SYLGOCJun 2, 2016

Distributed Cooperative Decision-Making in Multiarmed Bandits: Frequentist and Bayesian Algorithms

arXiv:1606.00911v3123 citations
Originality Incremental advance
AI Analysis

This work addresses the challenge of efficient decision-making in distributed systems, such as sensor networks or robotics, by providing scalable algorithms for multi-agent bandit problems, though it is incremental as it builds on existing single-agent methods.

The paper tackles the problem of distributed cooperative decision-making in multiarmed bandits by extending single-agent algorithms to multi-agent settings with fixed communication networks, showing that the algorithms asymptotically recover centralized performance and characterizing the impact of graph structure on group performance.

We study distributed cooperative decision-making under the explore-exploit tradeoff in the multiarmed bandit (MAB) problem. We extend the state-of-the-art frequentist and Bayesian algorithms for single-agent MAB problems to cooperative distributed algorithms for multi-agent MAB problems in which agents communicate according to a fixed network graph. We rely on a running consensus algorithm for each agent's estimation of mean rewards from its own rewards and the estimated rewards of its neighbors. We prove the performance of these algorithms and show that they asymptotically recover the performance of a centralized agent. Further, we rigorously characterize the influence of the communication graph structure on the decision-making performance of the group.

Foundations

The foundational work for this paper's niche, ranked by how specifically the neighbourhood builds on it — not by global fame.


REQUIRED WORK:
Which lines of the data contain the string "region"? Copy every one of them.

RECORDS PROVIDED:

──────

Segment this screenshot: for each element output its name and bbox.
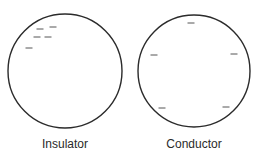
insulator-label: Insulator — [10, 137, 120, 151]
conductor-sphere — [138, 15, 250, 127]
conductor-label: Conductor — [139, 137, 249, 151]
insulator-sphere — [8, 14, 122, 128]
charge-distribution-diagram — [0, 0, 259, 156]
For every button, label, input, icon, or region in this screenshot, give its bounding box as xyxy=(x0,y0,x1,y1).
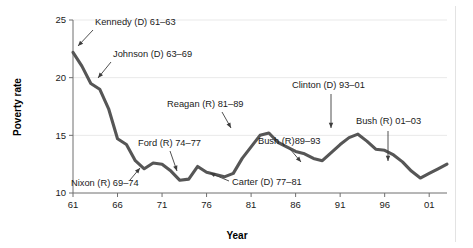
annotation-label-nixon: Nixon (R) 69–74 xyxy=(71,178,139,188)
x-tick-label-96: 96 xyxy=(379,199,390,210)
x-axis-title: Year xyxy=(226,230,247,241)
annotation-clinton: Clinton (D) 93–01 xyxy=(292,80,365,128)
x-tick-label-66: 66 xyxy=(112,199,123,210)
annotation-kennedy: Kennedy (D) 61–63 xyxy=(78,17,176,46)
tick-marks-group xyxy=(69,20,429,197)
page-edge-divider xyxy=(455,6,456,242)
y-tick-label-10: 10 xyxy=(55,187,66,198)
y-axis-tick-labels: 10152025 xyxy=(55,14,66,198)
chart-canvas: 616671768186919601 10152025 Kennedy (D) … xyxy=(0,0,473,248)
annotation-label-ford: Ford (R) 74–77 xyxy=(138,138,201,148)
annotation-label-johnson: Johnson (D) 63–69 xyxy=(113,49,192,59)
annotation-label-reagan: Reagan (R) 81–89 xyxy=(167,99,244,109)
x-tick-label-76: 76 xyxy=(201,199,212,210)
annotation-arrowhead-clinton xyxy=(329,123,333,128)
annotation-label-clinton: Clinton (D) 93–01 xyxy=(292,80,365,90)
annotation-label-bush41: Bush (R)89–93 xyxy=(258,136,321,146)
annotation-arrowhead-bush43 xyxy=(386,156,390,161)
x-tick-label-61: 61 xyxy=(68,199,79,210)
annotation-label-carter: Carter (D) 77–81 xyxy=(232,177,302,187)
x-tick-label-91: 91 xyxy=(335,199,346,210)
y-axis-title: Poverty rate xyxy=(12,78,23,136)
x-tick-label-86: 86 xyxy=(290,199,301,210)
x-tick-label-01: 01 xyxy=(424,199,435,210)
annotation-nixon: Nixon (R) 69–74 xyxy=(71,168,140,188)
annotation-arrowhead-ford xyxy=(173,165,177,171)
x-tick-label-71: 71 xyxy=(157,199,168,210)
poverty-rate-line-chart: 616671768186919601 10152025 Kennedy (D) … xyxy=(0,0,473,248)
x-axis-tick-labels: 616671768186919601 xyxy=(68,199,435,210)
y-tick-label-15: 15 xyxy=(55,130,66,141)
y-tick-label-20: 20 xyxy=(55,72,66,83)
annotation-reagan: Reagan (R) 81–89 xyxy=(167,99,244,128)
annotations-group: Kennedy (D) 61–63Johnson (D) 63–69Nixon … xyxy=(71,17,421,188)
x-tick-label-81: 81 xyxy=(246,199,257,210)
annotation-label-bush43: Bush (R) 01–03 xyxy=(356,116,421,126)
axes-group xyxy=(73,20,447,193)
y-tick-label-25: 25 xyxy=(55,14,66,25)
annotation-johnson: Johnson (D) 63–69 xyxy=(98,49,192,78)
annotation-label-kennedy: Kennedy (D) 61–63 xyxy=(95,17,176,27)
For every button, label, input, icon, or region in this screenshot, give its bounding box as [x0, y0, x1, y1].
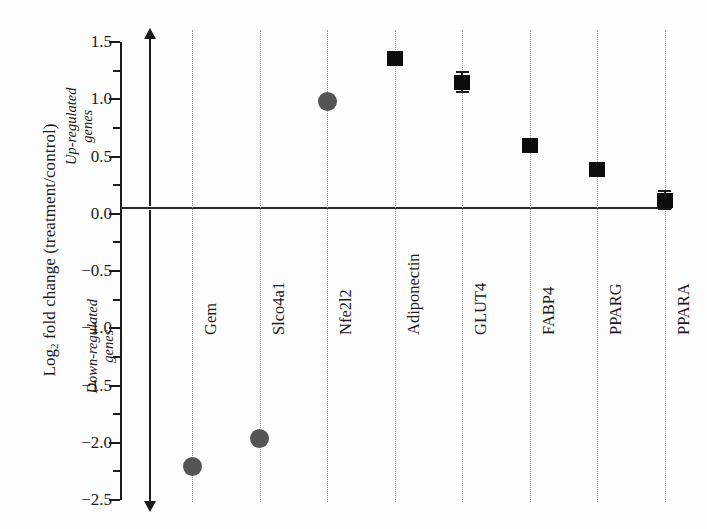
gene-label-ppara: PPARA	[674, 283, 694, 335]
data-point-pparg	[589, 162, 605, 177]
category-gridline	[462, 30, 463, 502]
category-gridline	[192, 30, 193, 502]
arrow-head-down-icon	[144, 501, 156, 512]
y-tick-label: −2.5	[64, 491, 112, 508]
y-tick-major	[109, 213, 120, 215]
up-regulated-annotation: Up-regulated genes	[63, 21, 95, 231]
gene-label-adiponectin: Adiponectin	[404, 253, 424, 335]
down-regulated-arrow-icon	[149, 210, 151, 502]
category-gridline	[395, 30, 396, 502]
y-tick-minor	[113, 184, 120, 186]
y-tick-major	[109, 98, 120, 100]
gene-label-glut4: GLUT4	[471, 283, 491, 335]
arrow-head-up-icon	[144, 28, 156, 39]
data-point-ppara	[657, 193, 673, 208]
y-tick-major	[109, 41, 120, 43]
data-point-slco4a1	[250, 429, 269, 448]
data-point-glut4	[454, 75, 470, 90]
y-tick-minor	[113, 70, 120, 72]
error-bar-cap	[456, 71, 469, 73]
y-tick-major	[109, 156, 120, 158]
down-regulated-line2: genes	[100, 330, 116, 363]
gene-label-pparg: PPARG	[606, 283, 626, 335]
y-tick-major	[109, 499, 120, 501]
gene-label-nfe2l2: Nfe2l2	[336, 289, 356, 335]
y-tick-minor	[113, 127, 120, 129]
gene-label-fabp4: FABP4	[539, 287, 559, 335]
data-point-nfe2l2	[318, 92, 337, 111]
y-tick-minor	[113, 470, 120, 472]
data-point-fabp4	[522, 138, 538, 153]
error-bar-cap	[456, 91, 469, 93]
error-bar-cap	[658, 208, 671, 210]
up-regulated-arrow-icon	[149, 38, 151, 206]
log2-fold-change-scatter-chart: Log2 fold change (treatment/control) 1.5…	[0, 0, 707, 529]
up-regulated-line1: Up-regulated	[63, 87, 79, 165]
data-point-gem	[183, 457, 202, 476]
data-point-adiponectin	[387, 51, 403, 66]
category-gridline	[530, 30, 531, 502]
down-regulated-line1: Down-regulated	[84, 299, 100, 394]
zero-reference-line	[120, 207, 672, 209]
gene-label-gem: Gem	[201, 303, 221, 335]
y-axis-spine	[120, 42, 122, 500]
category-gridline	[665, 30, 666, 502]
gene-label-slco4a1: Slco4a1	[269, 282, 289, 335]
category-gridline	[597, 30, 598, 502]
up-regulated-line2: genes	[79, 110, 95, 143]
down-regulated-annotation: Down-regulated genes	[84, 231, 116, 461]
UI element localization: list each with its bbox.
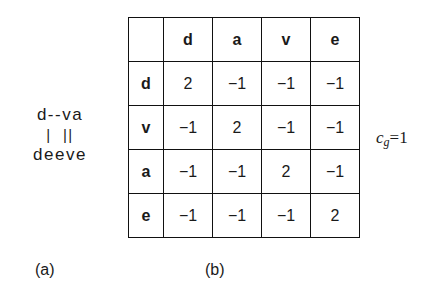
matrix-value-cell: −1 [164, 106, 213, 150]
table-row: v −1 2 −1 −1 [129, 106, 360, 150]
matrix-value-cell: −1 [213, 150, 262, 194]
alignment-top-sequence: d--va [0, 104, 120, 125]
caption-panel-a: (a) [35, 261, 55, 279]
gap-cost-symbol: c [376, 128, 384, 147]
matrix-value-cell: −1 [311, 150, 360, 194]
matrix-value-cell: −1 [213, 194, 262, 238]
table-header-row: d a v e [129, 18, 360, 62]
matrix-value-cell: −1 [164, 150, 213, 194]
row-header-cell: v [129, 106, 164, 150]
column-header-cell: e [311, 18, 360, 62]
matrix-value-cell: −1 [164, 194, 213, 238]
gap-cost-label: cg=1 [376, 128, 408, 150]
table-row: a −1 −1 2 −1 [129, 150, 360, 194]
table-row: e −1 −1 −1 2 [129, 194, 360, 238]
matrix-value-cell: −1 [262, 62, 311, 106]
matrix-value-cell: 2 [213, 106, 262, 150]
substitution-matrix-panel: d a v e d 2 −1 −1 −1 v −1 2 −1 −1 a −1 [128, 17, 360, 238]
matrix-corner-cell [129, 18, 164, 62]
matrix-value-cell: −1 [311, 106, 360, 150]
matrix-value-cell: −1 [262, 106, 311, 150]
column-header-cell: d [164, 18, 213, 62]
alignment-bottom-sequence: deeve [0, 144, 120, 165]
substitution-matrix-table: d a v e d 2 −1 −1 −1 v −1 2 −1 −1 a −1 [128, 17, 360, 238]
caption-panel-b: (b) [205, 261, 225, 279]
alignment-panel: d--va | || deeve [0, 104, 120, 165]
matrix-value-cell: 2 [262, 150, 311, 194]
matrix-value-cell: −1 [213, 62, 262, 106]
matrix-value-cell: −1 [311, 62, 360, 106]
column-header-cell: v [262, 18, 311, 62]
alignment-match-bars: | || [0, 125, 120, 144]
row-header-cell: a [129, 150, 164, 194]
column-header-cell: a [213, 18, 262, 62]
matrix-value-cell: −1 [262, 194, 311, 238]
row-header-cell: d [129, 62, 164, 106]
matrix-value-cell: 2 [311, 194, 360, 238]
gap-cost-value: =1 [390, 128, 408, 147]
row-header-cell: e [129, 194, 164, 238]
table-row: d 2 −1 −1 −1 [129, 62, 360, 106]
matrix-value-cell: 2 [164, 62, 213, 106]
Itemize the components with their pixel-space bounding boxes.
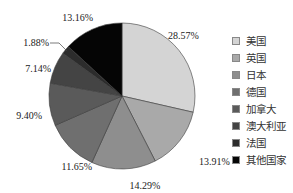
legend-swatch — [232, 105, 240, 113]
slice-label: 13.16% — [62, 12, 93, 23]
slice-label: 1.88% — [23, 37, 49, 48]
slice-label: 9.40% — [16, 110, 42, 121]
legend-item: 澳大利亚 — [232, 117, 286, 134]
legend-swatch — [232, 54, 240, 62]
legend-label: 加拿大 — [246, 101, 276, 116]
legend-label: 英国 — [246, 50, 266, 65]
slice-label: 7.14% — [25, 63, 51, 74]
legend-label: 其他国家 — [246, 152, 286, 167]
legend-item: 日本 — [232, 66, 286, 83]
legend-label: 德国 — [246, 84, 266, 99]
legend-item: 其他国家 — [232, 151, 286, 168]
slice-label: 11.65% — [62, 161, 92, 172]
legend-swatch — [232, 122, 240, 130]
legend-swatch — [232, 139, 240, 147]
pie-slices — [49, 23, 195, 169]
legend-label: 澳大利亚 — [246, 118, 286, 133]
legend-label: 法国 — [246, 135, 266, 150]
slice-label: 28.57% — [168, 30, 199, 41]
leader-line — [50, 43, 67, 51]
legend-swatch — [232, 88, 240, 96]
legend-label: 美国 — [246, 33, 266, 48]
legend-item: 英国 — [232, 49, 286, 66]
legend-item: 法国 — [232, 134, 286, 151]
legend-item: 美国 — [232, 32, 286, 49]
legend: 美国 英国 日本 德国 加拿大 澳大利亚 法国 其他国家 — [232, 32, 286, 168]
legend-item: 德国 — [232, 83, 286, 100]
slice-label: 13.91% — [199, 156, 230, 167]
legend-swatch — [232, 71, 240, 79]
slice-label: 14.29% — [130, 180, 161, 191]
legend-swatch — [232, 156, 240, 164]
legend-swatch — [232, 37, 240, 45]
legend-item: 加拿大 — [232, 100, 286, 117]
legend-label: 日本 — [246, 67, 266, 82]
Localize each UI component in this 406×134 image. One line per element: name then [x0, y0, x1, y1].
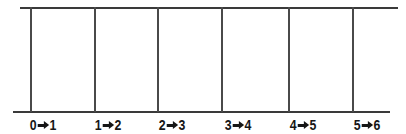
arrow-head [43, 121, 48, 129]
interval-start-value: 0 [30, 115, 37, 134]
interval-start-value: 2 [159, 115, 166, 134]
right-arrow-icon [37, 120, 48, 130]
arrow-head [238, 121, 243, 129]
interval-start-value: 5 [354, 115, 361, 134]
divider-1 [94, 7, 96, 112]
arrow-head [172, 121, 177, 129]
interval-label-5-6: 56 [341, 114, 394, 134]
right-arrow-icon [102, 120, 113, 130]
bottom-horizontal-rule [13, 111, 390, 113]
arrow-head [367, 121, 372, 129]
interval-label-group: 011223344556 [0, 114, 406, 134]
interval-start-value: 1 [95, 115, 102, 134]
arrow-head [108, 121, 113, 129]
divider-3 [221, 7, 223, 112]
interval-end-value: 5 [310, 115, 317, 134]
interval-diagram: 011223344556 [0, 0, 406, 134]
right-arrow-icon [166, 120, 177, 130]
divider-0 [30, 7, 32, 112]
interval-label-3-4: 34 [212, 114, 265, 134]
divider-5 [352, 7, 354, 112]
interval-end-value: 2 [115, 115, 122, 134]
interval-label-0-1: 01 [17, 114, 70, 134]
right-arrow-icon [361, 120, 372, 130]
right-arrow-icon [297, 120, 308, 130]
interval-end-value: 4 [245, 115, 252, 134]
divider-2 [157, 7, 159, 112]
arrow-head [303, 121, 308, 129]
interval-label-1-2: 12 [82, 114, 135, 134]
interval-end-value: 1 [50, 115, 57, 134]
interval-start-value: 4 [290, 115, 297, 134]
divider-4 [288, 7, 290, 112]
interval-label-4-5: 45 [277, 114, 330, 134]
interval-end-value: 3 [179, 115, 186, 134]
interval-label-2-3: 23 [146, 114, 199, 134]
right-arrow-icon [232, 120, 243, 130]
interval-start-value: 3 [225, 115, 232, 134]
top-horizontal-rule [20, 7, 398, 9]
interval-end-value: 6 [374, 115, 381, 134]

──────

REPLY:
For every button, label, input, icon, or region in this screenshot, give its bounding box as xyxy=(x0,y0,x1,y1).
For every button, label, input, icon, or region in this screenshot, give its bounding box as [x0, y0, x1, y1].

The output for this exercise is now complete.